Two people are hurt by broken glass as a 14-meter-high tank leaks 1 million litres of water.
On Friday morning in Berlin, a freestanding cylinder aquarium with about 1,500 exotic fish in it broke. This caused a wave of destruction in and around the tourist attraction.
Glass, chairs, tables, and other things were swept out of the DomAquarée complex, which has a Radisson hotel, a museum, shops, and restaurants, when 1 million litres of water poured out of the 14-meter-high (46-foot) tank just before 6am.
Police said that two people were hurt by broken glass and had to be taken to the hospital. There were clownfish, teira batfish, and palette surgeonfish in the saltwater aquarium, but none of them made it.
Gwendolin Szyszkowitz heard a loud bang and thought a bomb had gone off, she told the German news station n-tv.
Another guest told the Tagesspiegel newspaper, “Our whole bed was shaking.” “I thought an earthquake was happening.”
The mayor of Berlin, Franziska Giffey, went to the scene. She said, “It was like a real tsunami hit the hotel and the restaurants next to it.” “If everything had happened an hour later, there would have been a lot of damage to people.”
Due to the large amount of water coming out of the building, emergency services closed a nearby major road that leads from Alexanderplatz to the Brandenburg Gate.
Outside of the complex, trash was all over the road and the sidewalks. Police confirmed that water damage was done to the nearby DDR Museum, which shows how people lived in the old East Germany.

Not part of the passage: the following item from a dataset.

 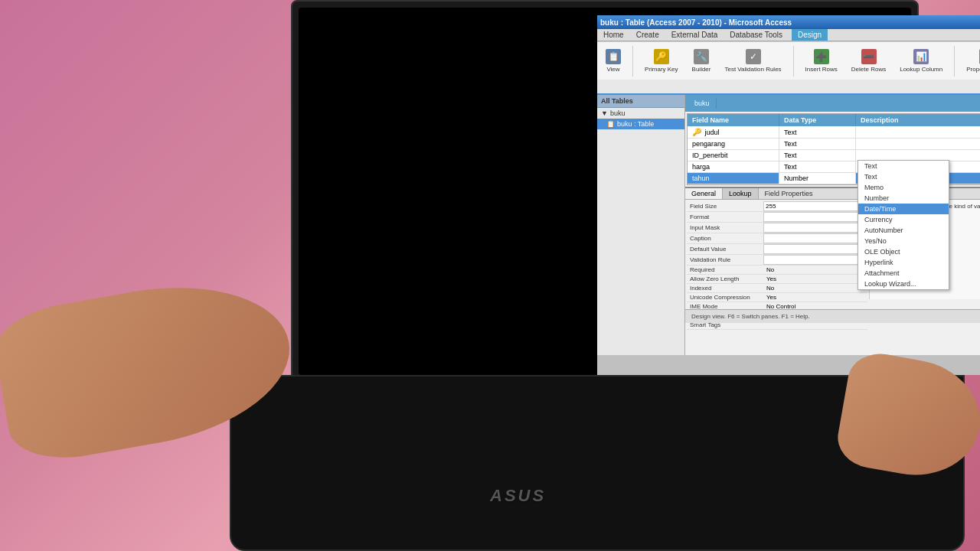 What do you see at coordinates (903, 220) in the screenshot?
I see `dropdown-item-currency: Currency` at bounding box center [903, 220].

Berlin’s interior minister said Friday afternoon that the most likely reason for what happened was that the people involved were tired. Iris Spranger told the DPA news agency, “Investigations aren’t done yet, but so far it looks like we’re dealing with material fatigue.”
The aquarium first opened in 2003, and as recently as 2020, it was fixed up. As part of the maintenance work, the company that owns the building said that more insulation was added and the glass cylinder was polished.
Earlier in the day, people thought that overnight temperatures as low as -10C (14F) caused a crack in the glass, which is 18cm (7in) thick at the top and 22cm (8.5in) thick at the bottom of the cylindrical structure.
Before the accident, the aquarium’s owners said that it was the world’s largest cylindrical tank with 1,500 tropical fish from 80 different species. One of the best parts of the attraction would have been a 10-minute elevator ride through the tank at 10am.
Buses were sent to the complex on Friday morning to give shelter to the 350 hotel guests who had been told to leave the building.
Other aquariums in the basement of the building that held between 400 and 500 smaller fish were not directly hurt by the incident, but they were without power on Friday afternoon. The zoo in Berlin has offered to take in any fish that made it out of the hotel complex alive.